Kuhar has been tasked with bringing a culture of innovation to St. Edward High School as its first-ever director of innovation. The school’s former English instructor and chairperson of the film department shifts his class schedule to oversee the school’s new Lowe Institute for Innovation, a $5.5 million space that serves as a base for everything from engineering to prototyping to writing workshops.
We’re not just bringing about a culture of innovation. It’s more of a need to infuse the school’s history, its Catholic identity and commitment to Holy Cross gospel values into the DNA of a school that’s fully committed to teaching to the future.
All facilitation of high-tech is ultimately human-to-human. We’re embracing 21st century technology but bringing the spirit of patience, hospitality and kindness to the teacher-student interaction.

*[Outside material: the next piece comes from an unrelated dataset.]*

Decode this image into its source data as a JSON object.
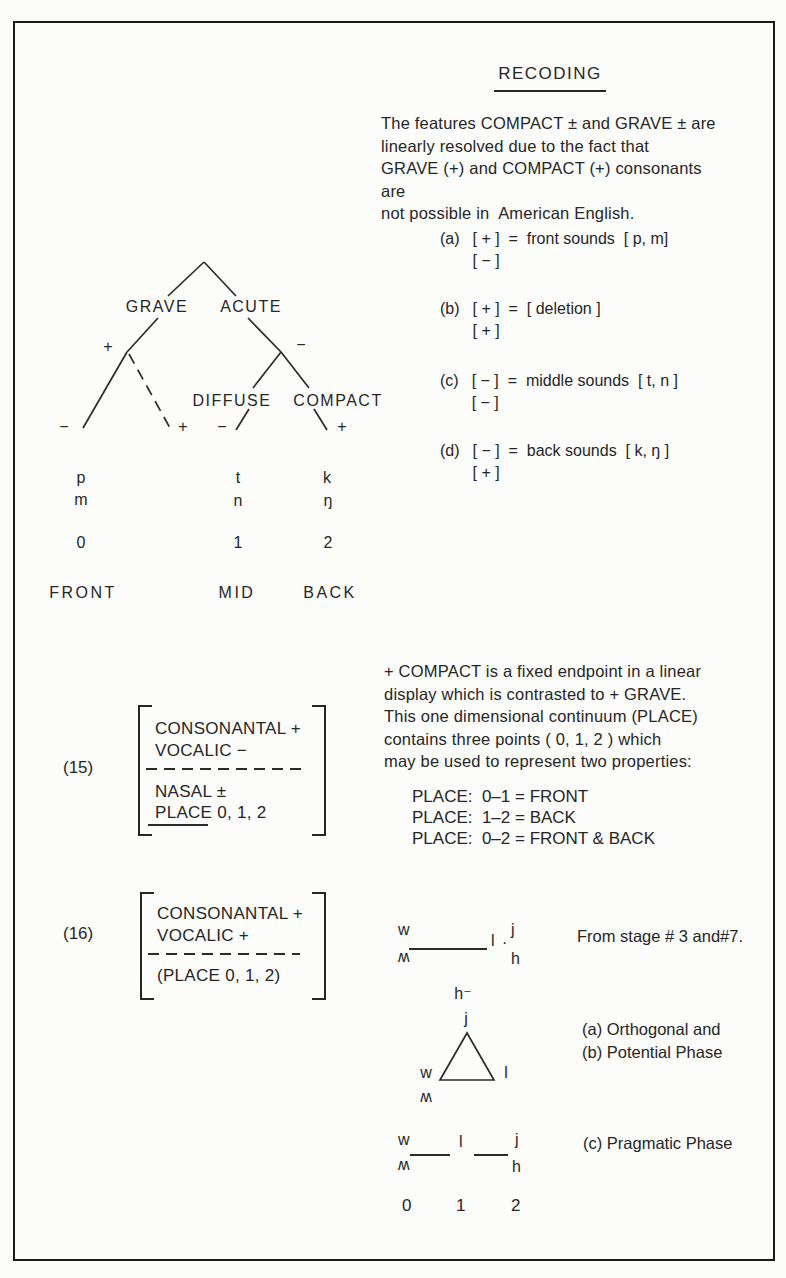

There’s a misnomer that innovation equals technology. Invariably, students always come back to that human connection. That’s where a lot of the joy is. And a thousand of those little moments happen during the course of a year.
You have to be humble enough to listen to a student’s voice. You have to be willing to say I’m not the expert today. Sometimes that pays off in big ways.
I’m a director, but it’s really a service-oriented role. I’m literally doing anything I can to help every department, doing anything that needs to be done to help my brilliant colleagues make their classes as interesting as possible.
We have really robust programs that are still going to be relevant 20 years from now. Students are getting relevant skill sets that they can dig into, but they’re also getting personal skills that go back to the values the school was founded on.
Leaders have to be willing to embrace a kind of scariness. I’ve learned that if you put in the hours and are passionate about what you’re doing, it will come together, letting there be a significant amount of student voice in the process.
We’re building the bike as we’re riding it. Google wasn’t built in a day. Apple wasn’t built in a day. We have to be willing to listen and be persistent.
Fast failure is a buzzword right now. We’re encouraging students to focus on the process and be reflective. If you fail, the failure itself is not a bad thing.
It’s really humbling to serve my peers and students and to sit with their fears, desires and dreams.
I have a deep responsibility to make sure I’m noticing what’s around the bend and helping students feel like their lives start right now.